7. If there is even a colorable, low probability chance that any inventor or applicant may not be eligible for Micro Entity status, patent practitioners and inventor-applicants should simply opt for “small Entity status if they are entitled.

(5) What about foreign inventors? There are rules for establishing a foreign currency amounts of the threshold as an average currency exchange rate reported by the Internal Revenue Service, during the calendar year in issue to determine whether the applicant’s, inventor’s, joint inventor’s, or entity’s gross income exceeds the threshold specified in § 1.29(a)(3) or (a)(4). Following IRS tradition, especially since IRC § 61 is used as a threshold amount, determining a foreign inventor or applicant’s income from their tax returns may be a challenge that most tax adept patent practitioners would likely not take. More money would be spent in investigation of foreign (and some domestic) persons than would be saved by the reduced fees.

General Conclusion

In future patent litigation, the availment of Micro Entity status may be one of the first obvious attack paths. I would expect to see discovery of both prior invention status and income for every year in which the Micro Entity status was maintained.

Is the Micro Entity category some intended trap for penurious small inventors? Or is it simply a de minimis diversion to draw attention away from a quite substantial patent fee increase?

The Micro Entity status is not only onerous, troublesome, and risky for practitioners, it represents an easy target for future infringers to attack and defeat patent holders. This form of noblesse as a “fee break” for inventors is much more likely to turn out to be a “patent breaker”.

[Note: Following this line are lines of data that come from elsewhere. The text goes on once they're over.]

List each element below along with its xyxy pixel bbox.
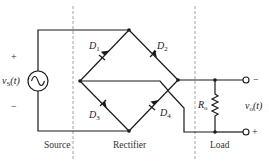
- resistor-bottom-node: [213, 130, 217, 134]
- diode-d3-icon: [100, 100, 107, 109]
- resistor-icon: [212, 80, 218, 132]
- diode-d3-label: D3: [88, 109, 100, 122]
- resistor-top-node: [213, 78, 217, 82]
- output-terminal-minus: [243, 77, 249, 83]
- output-terminal-plus: [243, 129, 249, 135]
- source-plus-label: +: [11, 51, 17, 62]
- ac-source-icon: [28, 71, 48, 91]
- top-node: [127, 28, 131, 32]
- section-label-rectifier: Rectifier: [113, 140, 147, 150]
- source-voltage-label: vS(t): [2, 75, 20, 88]
- diode-d2-label: D2: [156, 40, 168, 53]
- source-minus-label: −: [11, 101, 17, 112]
- bridge-rectifier-diagram: + − vS(t) D1 D2 D3 D4: [0, 0, 269, 162]
- output-voltage-label: vo(t): [245, 100, 263, 113]
- resistor-label: Ro: [197, 99, 208, 112]
- output-plus-label: +: [252, 126, 258, 137]
- diode-d1-label: D1: [88, 40, 100, 53]
- output-minus-label: −: [253, 74, 259, 85]
- section-label-load: Load: [210, 140, 230, 150]
- bottom-node: [127, 129, 131, 133]
- section-label-source: Source: [44, 140, 70, 150]
- diode-d4-label: D4: [159, 107, 171, 120]
- diode-d2-icon: [150, 50, 157, 59]
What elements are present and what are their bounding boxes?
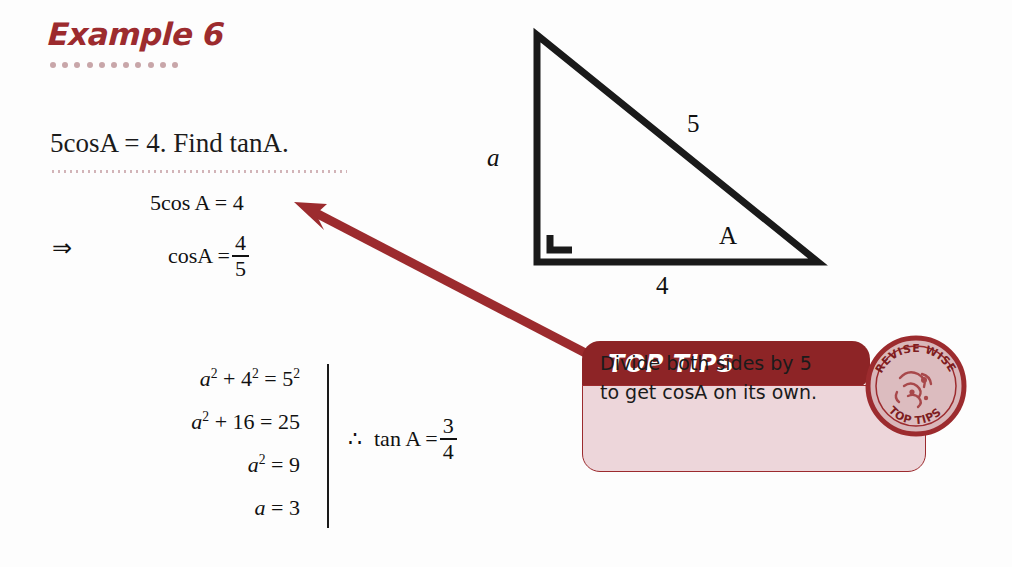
dot [87,62,93,68]
triangle-label-base: 4 [656,272,669,300]
fraction-three-quarters: 3 4 [440,415,457,463]
dot [148,62,154,68]
dot [111,62,117,68]
pythagoras-working: a2 + 42 = 52 a2 + 16 = 25 a2 = 9 a = 3 [150,358,300,530]
dot [135,62,141,68]
worked-example-page: Example 6 5cosA = 4. Find tanA. 5cos A =… [0,0,1012,567]
page-title: Example 6 [47,16,225,52]
top-tips-text: Divide both sides by 5 to get cosA on it… [600,349,862,406]
pythagoras-row-4: a = 3 [150,487,300,530]
working-line-2-lhs: cosA = [168,243,230,269]
triangle-label-angle: A [719,222,737,250]
dot [123,62,129,68]
therefore-symbol: ∴ [348,426,362,452]
dot [160,62,166,68]
working-line-2: cosA = 4 5 [168,232,251,280]
question-text: 5cosA = 4. Find tanA. [50,128,289,159]
fraction-four-fifths: 4 5 [232,232,249,280]
triangle-label-hypotenuse: 5 [687,110,700,138]
dot [50,62,56,68]
pythagoras-row-1: a2 + 42 = 52 [150,358,300,401]
dot [99,62,105,68]
fraction-numerator: 4 [232,232,249,254]
conclusion-text: ∴ tan A = 3 4 [348,415,459,463]
top-tips-line-1: Divide both sides by 5 [600,349,862,378]
callout-arrow [280,190,610,370]
revise-wise-seal: REVISE WISE TOP TIPS [864,334,968,438]
triangle-label-a: a [487,144,500,172]
implies-symbol: ⇒ [52,234,72,262]
fraction-denominator: 4 [440,441,457,463]
question-divider [50,170,347,173]
pythagoras-row-2: a2 + 16 = 25 [150,401,300,444]
conclusion-expression: tan A = [374,426,438,452]
vertical-divider [327,364,329,528]
fraction-denominator: 5 [232,258,249,280]
dot [62,62,68,68]
title-dot-rule [50,62,178,69]
fraction-numerator: 3 [440,415,457,437]
working-line-1: 5cos A = 4 [150,190,244,216]
top-tips-line-2: to get cosA on its own. [600,378,862,407]
pythagoras-row-3: a2 = 9 [150,444,300,487]
dot [172,62,178,68]
dot [74,62,80,68]
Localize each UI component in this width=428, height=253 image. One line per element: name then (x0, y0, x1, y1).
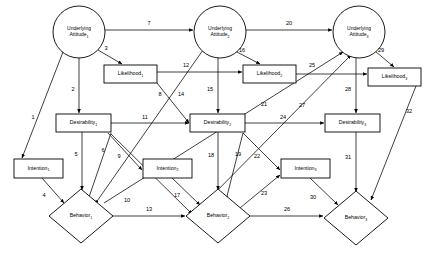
edge-label-25: 25 (309, 62, 315, 68)
edge-label-32: 32 (406, 108, 412, 114)
edge-label-29: 29 (378, 47, 384, 53)
edge-label-6: 6 (101, 147, 104, 153)
edge-label-14: 14 (178, 91, 184, 97)
edge-label-22: 22 (254, 153, 260, 159)
edge-label-27: 27 (299, 102, 305, 108)
edge-label-4: 4 (42, 192, 45, 198)
node-ds2: Desirability2 (190, 114, 245, 132)
path-diagram: UnderlyingAttitude1UnderlyingAttitude2Un… (0, 0, 428, 253)
node-lk2: Likelihood2 (243, 65, 296, 83)
edge-label-31: 31 (345, 154, 351, 160)
edge-label-19: 19 (235, 151, 241, 157)
node-ds1: Desirability1 (56, 114, 111, 132)
edge-path-6 (88, 133, 111, 200)
edge-label-17: 17 (174, 192, 180, 198)
node-in2: Intention2 (143, 159, 192, 178)
edge-label-21: 21 (261, 101, 267, 107)
edge-path-9 (108, 133, 142, 170)
edge-path-30 (310, 178, 338, 205)
node-bh3: Behavior3 (324, 191, 388, 245)
node-lk3: Likelihood3 (368, 68, 421, 86)
node-lk1: Likelihood1 (104, 65, 157, 83)
edge-path-32 (371, 86, 416, 200)
edge-label-11: 11 (142, 114, 148, 120)
node-in3: Intention3 (281, 159, 330, 178)
edge-path-8 (157, 83, 189, 123)
diagram-canvas: UnderlyingAttitude1UnderlyingAttitude2Un… (0, 0, 428, 253)
node-ds3: Desirability3 (325, 114, 380, 132)
node-ua1: UnderlyingAttitude1 (53, 6, 105, 58)
edge-label-24: 24 (280, 114, 286, 120)
edge-label-12: 12 (183, 62, 189, 68)
edge-path-1 (22, 52, 63, 158)
edge-label-16: 16 (239, 47, 245, 53)
node-bh2: Behavior2 (186, 189, 250, 243)
edge-label-2: 2 (71, 86, 74, 92)
edge-label-8: 8 (158, 91, 161, 97)
edge-label-18: 18 (208, 152, 214, 158)
edge-label-26: 26 (284, 206, 290, 212)
edge-path-4 (42, 178, 64, 203)
edge-label-7: 7 (147, 20, 150, 26)
edge-path-22 (243, 133, 280, 170)
edge-label-28: 28 (345, 86, 351, 92)
edge-label-5: 5 (74, 151, 77, 157)
edge-label-3: 3 (104, 45, 107, 51)
edge-path-3 (98, 50, 122, 64)
edge-label-10: 10 (124, 197, 130, 203)
nodes-layer: UnderlyingAttitude1UnderlyingAttitude2Un… (14, 6, 421, 245)
node-in1: Intention1 (14, 159, 63, 178)
edge-label-23: 23 (261, 190, 267, 196)
edge-label-9: 9 (117, 153, 120, 159)
edge-label-15: 15 (207, 86, 213, 92)
edge-label-30: 30 (310, 194, 316, 200)
edge-label-1: 1 (31, 114, 34, 120)
edge-label-20: 20 (286, 20, 292, 26)
edge-label-13: 13 (146, 206, 152, 212)
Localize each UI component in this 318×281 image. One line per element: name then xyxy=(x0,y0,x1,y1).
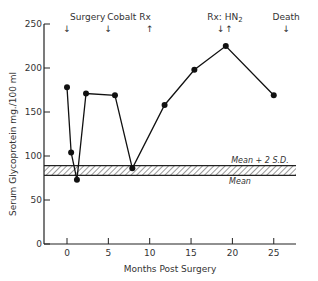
data-point xyxy=(74,177,80,183)
axes: 0501001502002500510152025Months Post Sur… xyxy=(8,19,296,274)
data-point xyxy=(68,149,74,155)
annotations: Surgery↓Cobalt Rx↓↑Rx: HN2↓↑Death↓ xyxy=(63,12,300,34)
x-tick-label: 20 xyxy=(227,248,239,258)
data-point xyxy=(191,67,197,73)
mean-2sd-label: Mean + 2 S.D. xyxy=(231,156,289,165)
arrow-down-icon: ↓ xyxy=(105,24,113,34)
data-point xyxy=(223,43,229,49)
mean-label: Mean xyxy=(229,177,251,186)
y-tick-label: 50 xyxy=(31,195,43,205)
data-point xyxy=(64,84,70,90)
x-tick-label: 10 xyxy=(144,248,156,258)
death-label: Death xyxy=(273,12,300,22)
data-point xyxy=(271,92,277,98)
y-tick-label: 150 xyxy=(25,107,42,117)
data-point xyxy=(112,92,118,98)
arrow-down-icon: ↓ xyxy=(282,24,290,34)
y-axis-label: Serum Glycoprotein mg./100 ml xyxy=(8,72,18,216)
cobalt-label: Cobalt Rx xyxy=(107,12,151,22)
x-axis-label: Months Post Surgery xyxy=(124,264,217,274)
rx-hn2-label: Rx: HN2 xyxy=(207,12,242,24)
arrow-up-icon: ↑ xyxy=(225,24,233,34)
arrow-down-icon: ↓ xyxy=(63,24,71,34)
y-tick-label: 0 xyxy=(36,239,42,249)
x-tick-label: 0 xyxy=(64,248,70,258)
chart: 0501001502002500510152025Months Post Sur… xyxy=(0,0,318,281)
x-tick-label: 25 xyxy=(268,248,279,258)
arrow-up-icon: ↑ xyxy=(146,24,154,34)
data-point xyxy=(129,165,135,171)
data-point xyxy=(83,91,89,97)
x-tick-label: 5 xyxy=(105,248,111,258)
reference-band: Mean + 2 S.D.Mean xyxy=(44,156,296,187)
x-tick-label: 15 xyxy=(185,248,196,258)
y-tick-label: 100 xyxy=(25,151,42,161)
data-point xyxy=(162,102,168,108)
y-tick-label: 250 xyxy=(25,19,42,29)
surgery-label: Surgery xyxy=(70,12,106,22)
arrow-down-icon: ↓ xyxy=(217,24,225,34)
y-tick-label: 200 xyxy=(25,63,42,73)
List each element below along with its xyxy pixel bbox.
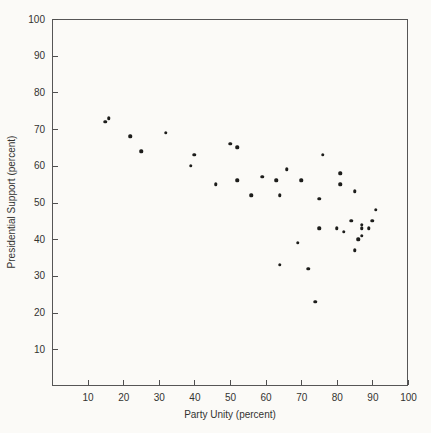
data-point [129, 135, 133, 139]
y-axis-tick-label: 60 [15, 161, 45, 171]
data-point [374, 208, 378, 212]
data-point [360, 226, 364, 230]
data-point [299, 179, 303, 183]
data-point [296, 241, 300, 245]
data-point [164, 131, 168, 135]
y-axis-tick-label: 20 [15, 308, 45, 318]
y-axis-tick-label: 90 [15, 51, 45, 61]
data-point [278, 193, 282, 197]
data-point [321, 153, 325, 157]
y-axis-tick [53, 56, 58, 57]
x-axis-tick [266, 380, 267, 385]
y-axis-tick-label: 80 [15, 88, 45, 98]
y-axis-tick-label: 70 [15, 125, 45, 135]
data-point [307, 267, 311, 271]
data-point [214, 182, 218, 186]
data-point [335, 226, 339, 230]
x-axis-tick [337, 380, 338, 385]
data-point [189, 164, 193, 168]
x-axis-tick-label: 20 [109, 393, 139, 403]
data-point [353, 190, 357, 194]
data-point [349, 219, 353, 223]
y-axis-tick [53, 166, 58, 167]
x-axis-tick-label: 40 [180, 393, 210, 403]
x-axis-title: Party Unity (percent) [52, 409, 408, 420]
data-point [275, 179, 279, 183]
plot-area [52, 19, 408, 386]
data-point [235, 179, 239, 183]
data-point [342, 230, 346, 234]
data-point [353, 248, 357, 252]
data-point [250, 193, 254, 197]
data-point [339, 171, 343, 175]
data-point [193, 153, 197, 157]
y-axis-tick [53, 92, 58, 93]
x-axis-tick-label: 70 [287, 393, 317, 403]
data-point [339, 182, 343, 186]
x-axis-tick-label: 100 [394, 393, 424, 403]
x-axis-tick [230, 380, 231, 385]
data-point [317, 226, 321, 230]
data-point [260, 175, 264, 179]
scatter-plot-figure: Presidential Support (percent) Party Uni… [0, 0, 431, 433]
x-axis-tick-label: 80 [322, 393, 352, 403]
x-axis-tick-label: 50 [216, 393, 246, 403]
y-axis-tick-label: 10 [15, 345, 45, 355]
x-axis-tick [194, 380, 195, 385]
y-axis-tick-label: 40 [15, 235, 45, 245]
data-point [356, 237, 360, 241]
x-axis-tick-label: 30 [144, 393, 174, 403]
y-axis-tick [53, 203, 58, 204]
y-axis-tick [53, 19, 58, 20]
data-point [360, 234, 364, 238]
y-axis-tick [53, 129, 58, 130]
x-axis-tick [372, 380, 373, 385]
data-point [235, 146, 239, 150]
x-axis-tick [408, 380, 409, 385]
y-axis-tick [53, 349, 58, 350]
x-axis-tick [301, 380, 302, 385]
x-axis-tick-label: 10 [73, 393, 103, 403]
data-point [367, 226, 371, 230]
data-point [104, 120, 108, 124]
data-point [314, 300, 318, 304]
y-axis-tick [53, 239, 58, 240]
data-point [139, 149, 143, 153]
y-axis-tick-label: 50 [15, 198, 45, 208]
x-axis-tick [159, 380, 160, 385]
y-axis-tick-label: 30 [15, 271, 45, 281]
data-point [317, 197, 321, 201]
data-point [228, 142, 232, 146]
data-point [285, 168, 289, 172]
x-axis-tick-label: 60 [251, 393, 281, 403]
y-axis-tick [53, 313, 58, 314]
data-point [278, 263, 282, 267]
data-point [107, 116, 111, 120]
data-point [371, 219, 375, 223]
y-axis-tick [53, 276, 58, 277]
x-axis-tick [123, 380, 124, 385]
y-axis-tick-label: 100 [15, 15, 45, 25]
x-axis-tick [88, 380, 89, 385]
x-axis-tick-label: 90 [358, 393, 388, 403]
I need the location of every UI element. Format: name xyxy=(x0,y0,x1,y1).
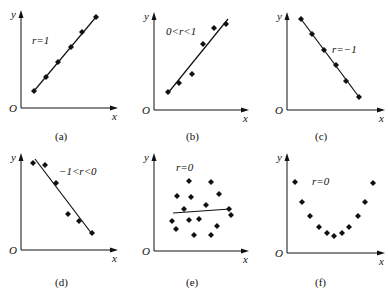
origin-label: O xyxy=(9,102,17,114)
scatter-panels: yxOr=1(a)yxO0<r<1(b)yxOr=−1(c)yxO−1<r<0(… xyxy=(0,0,388,297)
x-axis-label: x xyxy=(378,112,384,124)
data-point xyxy=(346,224,352,230)
data-point xyxy=(169,218,175,224)
data-point xyxy=(79,29,85,35)
x-axis-label: x xyxy=(378,255,384,267)
data-point xyxy=(186,178,192,184)
panel-e: yxOr=0(e) xyxy=(142,151,249,289)
y-axis-arrow-icon xyxy=(19,153,24,161)
y-axis-arrow-icon xyxy=(152,153,157,161)
data-point xyxy=(362,199,368,205)
data-point xyxy=(324,230,330,236)
data-point xyxy=(200,41,206,47)
data-point xyxy=(174,193,180,199)
panel-a: yxOr=1(a) xyxy=(9,8,118,143)
data-point xyxy=(214,223,220,229)
data-point xyxy=(292,179,298,185)
origin-label: O xyxy=(142,104,150,116)
data-point xyxy=(191,232,197,238)
correlation-annotation: −1<r<0 xyxy=(59,165,97,177)
x-axis-label: x xyxy=(111,110,117,122)
panel-f: yxOr=0(f) xyxy=(275,151,385,289)
x-axis-label: x xyxy=(111,252,117,264)
correlation-annotation: r=0 xyxy=(312,175,330,187)
data-point xyxy=(196,216,202,222)
panel-caption: (c) xyxy=(315,130,328,143)
data-point xyxy=(203,202,209,208)
data-point xyxy=(331,233,337,239)
correlation-annotation: r=0 xyxy=(176,161,194,173)
data-point xyxy=(173,226,179,232)
data-point xyxy=(30,160,36,166)
data-point xyxy=(186,217,192,223)
x-axis-label: x xyxy=(242,112,248,124)
y-axis-label: y xyxy=(143,151,149,163)
correlation-annotation: 0<r<1 xyxy=(166,25,196,37)
data-point xyxy=(65,211,71,217)
correlation-figure: yxOr=1(a)yxO0<r<1(b)yxOr=−1(c)yxO−1<r<0(… xyxy=(0,0,388,297)
panel-caption: (b) xyxy=(186,130,199,143)
data-point xyxy=(42,162,48,168)
panel-b: yxO0<r<1(b) xyxy=(142,10,249,143)
data-point xyxy=(226,206,232,212)
panel-caption: (f) xyxy=(315,276,326,289)
panel-c: yxOr=−1(c) xyxy=(275,10,385,143)
data-point xyxy=(307,213,313,219)
y-axis-label: y xyxy=(143,10,149,22)
y-axis-label: y xyxy=(276,151,282,163)
y-axis-arrow-icon xyxy=(152,12,157,20)
data-point xyxy=(189,71,195,77)
data-point xyxy=(208,179,214,185)
data-point xyxy=(208,232,214,238)
data-point xyxy=(176,80,182,86)
origin-label: O xyxy=(275,104,283,116)
data-point xyxy=(216,191,222,197)
data-point xyxy=(181,206,187,212)
y-axis-arrow-icon xyxy=(285,12,290,20)
regression-line xyxy=(301,19,359,97)
data-point xyxy=(316,224,322,230)
regression-line xyxy=(34,17,96,91)
y-axis-label: y xyxy=(276,10,282,22)
origin-label: O xyxy=(275,247,283,259)
data-point xyxy=(211,25,217,31)
data-point xyxy=(299,199,305,205)
y-axis-arrow-icon xyxy=(19,10,24,18)
x-axis-label: x xyxy=(242,253,248,265)
y-axis-arrow-icon xyxy=(285,153,290,161)
data-point xyxy=(53,180,59,186)
correlation-annotation: r=1 xyxy=(32,34,49,46)
panel-caption: (e) xyxy=(186,276,199,289)
panel-caption: (d) xyxy=(55,276,68,289)
data-point xyxy=(339,230,345,236)
origin-label: O xyxy=(9,244,17,256)
data-point xyxy=(223,21,229,27)
data-point xyxy=(228,212,234,218)
y-axis-label: y xyxy=(10,8,16,20)
panel-d: yxO−1<r<0(d) xyxy=(9,151,118,289)
panel-caption: (a) xyxy=(55,130,68,143)
regression-line xyxy=(173,209,230,213)
y-axis-label: y xyxy=(10,151,16,163)
data-point xyxy=(370,180,376,186)
origin-label: O xyxy=(142,245,150,257)
correlation-annotation: r=−1 xyxy=(332,43,357,55)
data-point xyxy=(188,194,194,200)
data-point xyxy=(355,213,361,219)
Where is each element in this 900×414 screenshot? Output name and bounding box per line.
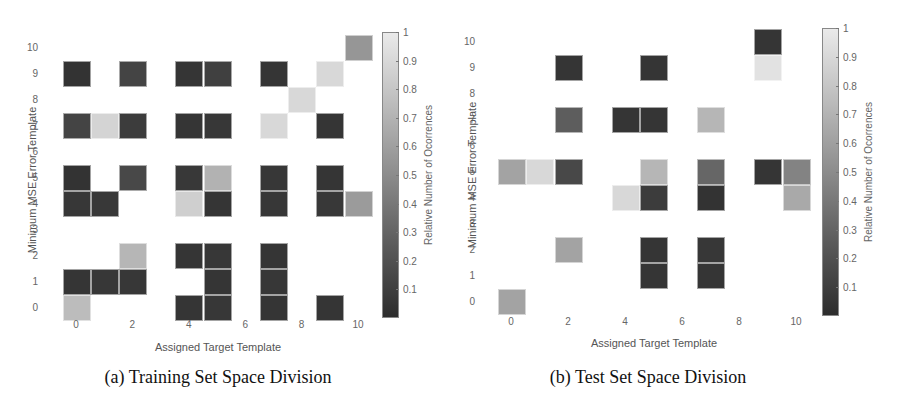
heatmap-cell (555, 107, 583, 133)
colorbar-tick-mark (836, 258, 839, 259)
colorbar-tick-label: 1 (843, 23, 849, 34)
heatmap-cell (783, 159, 811, 185)
x-tick-label: 4 (622, 316, 628, 327)
heatmap-cell (640, 263, 668, 289)
colorbar-tick-mark (836, 57, 839, 58)
heatmap-cell (640, 159, 668, 185)
heatmap-cell (555, 237, 583, 263)
heatmap-cell (555, 159, 583, 185)
x-axis-label: Assigned Target Template (591, 337, 717, 349)
heatmap-cell (640, 107, 668, 133)
heatmap-cell (498, 159, 526, 185)
heatmap-cell (640, 185, 668, 211)
y-tick-label: 10 (455, 36, 475, 47)
heatmap-cell (697, 263, 725, 289)
heatmap-cell (754, 159, 782, 185)
heatmap-cell (555, 55, 583, 81)
heatmap-cell (697, 159, 725, 185)
colorbar-tick-label: 0.7 (843, 109, 857, 120)
colorbar-tick-mark (836, 230, 839, 231)
y-tick-label: 9 (455, 62, 475, 73)
heatmap-cell (754, 55, 782, 81)
x-tick-label: 8 (736, 316, 742, 327)
heatmap-cell (612, 107, 640, 133)
heatmap-cell (754, 29, 782, 55)
heatmap-cell (783, 185, 811, 211)
x-tick-label: 0 (508, 316, 514, 327)
x-tick-label: 10 (790, 316, 801, 327)
colorbar-tick-mark (836, 86, 839, 87)
heatmap-cell (612, 185, 640, 211)
heatmap-plot-area (497, 28, 811, 314)
colorbar-tick-mark (836, 201, 839, 202)
y-axis-label: Minimum MSE Error Template (466, 102, 478, 249)
caption-test: (b) Test Set Space Division (550, 367, 746, 388)
heatmap-cell (640, 237, 668, 263)
y-tick-label: 8 (455, 88, 475, 99)
heatmap-cell (640, 55, 668, 81)
colorbar-tick-mark (836, 287, 839, 288)
x-tick-label: 6 (679, 316, 685, 327)
y-tick-label: 0 (455, 296, 475, 307)
colorbar-label: Relative Number of Ocorrences (863, 102, 874, 242)
colorbar-tick-mark (836, 143, 839, 144)
y-tick-label: 1 (455, 270, 475, 281)
heatmap-cell (697, 237, 725, 263)
colorbar-tick-label: 0.5 (843, 167, 857, 178)
colorbar-tick-label: 0.8 (843, 80, 857, 91)
colorbar-tick-label: 0.6 (843, 138, 857, 149)
heatmap-cell (526, 159, 554, 185)
colorbar-tick-label: 0.2 (843, 253, 857, 264)
heatmap-cell (697, 107, 725, 133)
colorbar-tick-mark (836, 28, 839, 29)
colorbar-tick-label: 0.1 (843, 282, 857, 293)
colorbar-tick-mark (836, 114, 839, 115)
colorbar-tick-label: 0.4 (843, 195, 857, 206)
x-tick-label: 2 (565, 316, 571, 327)
colorbar-tick-mark (836, 172, 839, 173)
colorbar-tick-label: 0.3 (843, 224, 857, 235)
heatmap-cell (498, 289, 526, 315)
colorbar-tick-label: 0.9 (843, 51, 857, 62)
panel-test: 012345678910 0246810 Assigned Target Tem… (0, 0, 900, 414)
heatmap-cell (697, 185, 725, 211)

Curtis L. Harrington is a principal in the law firm of Harrington & Harrington, which specializes in taxation and intellectual property. Curt may be reached by phone at (562) 594 9784, by fax at (562) 594 4414, or by e mail at curt@patentax.com. In his capacity as a Taxation Specialist of the State Bar of California Board of Legal Specialization, he is currently (2011-2014) a regular board member of the Board of Legal Specialization having just completed a five year membership (2006-2011) ending with chairmanship of the Tax Law Advisory Committee of the Board of Legal Specialization. Curt is also an accredited Multiple Activity Provider of Specialization Continuing Education of the State Bar of California as well as the Internal Revenue Service. Curt is admitted to practice before the state bars of CA, TX, AZ, and NV; the U.S. District Court; the U.S. Court of Appeals, Fifth and Ninth Circuits; the U.S. Supreme Court; the U.S. Patent and Trademark Office; and the IRS. He holds a B.S. in Chemistry (Auburn Univ., 1974); M.S. in Chemical Engineering (Georgia Tech, 1977); JD (Univ. Houston, 1983); MBA (Univ. Oklahoma, 1985); M.S. in Electrical Engineering (California State Univ.   Long Beach, 1990); and LLM in Taxation (Univ. San Diego Law School, 1997). Honor Societies: Tau Beta Pi & Dobro Slovo.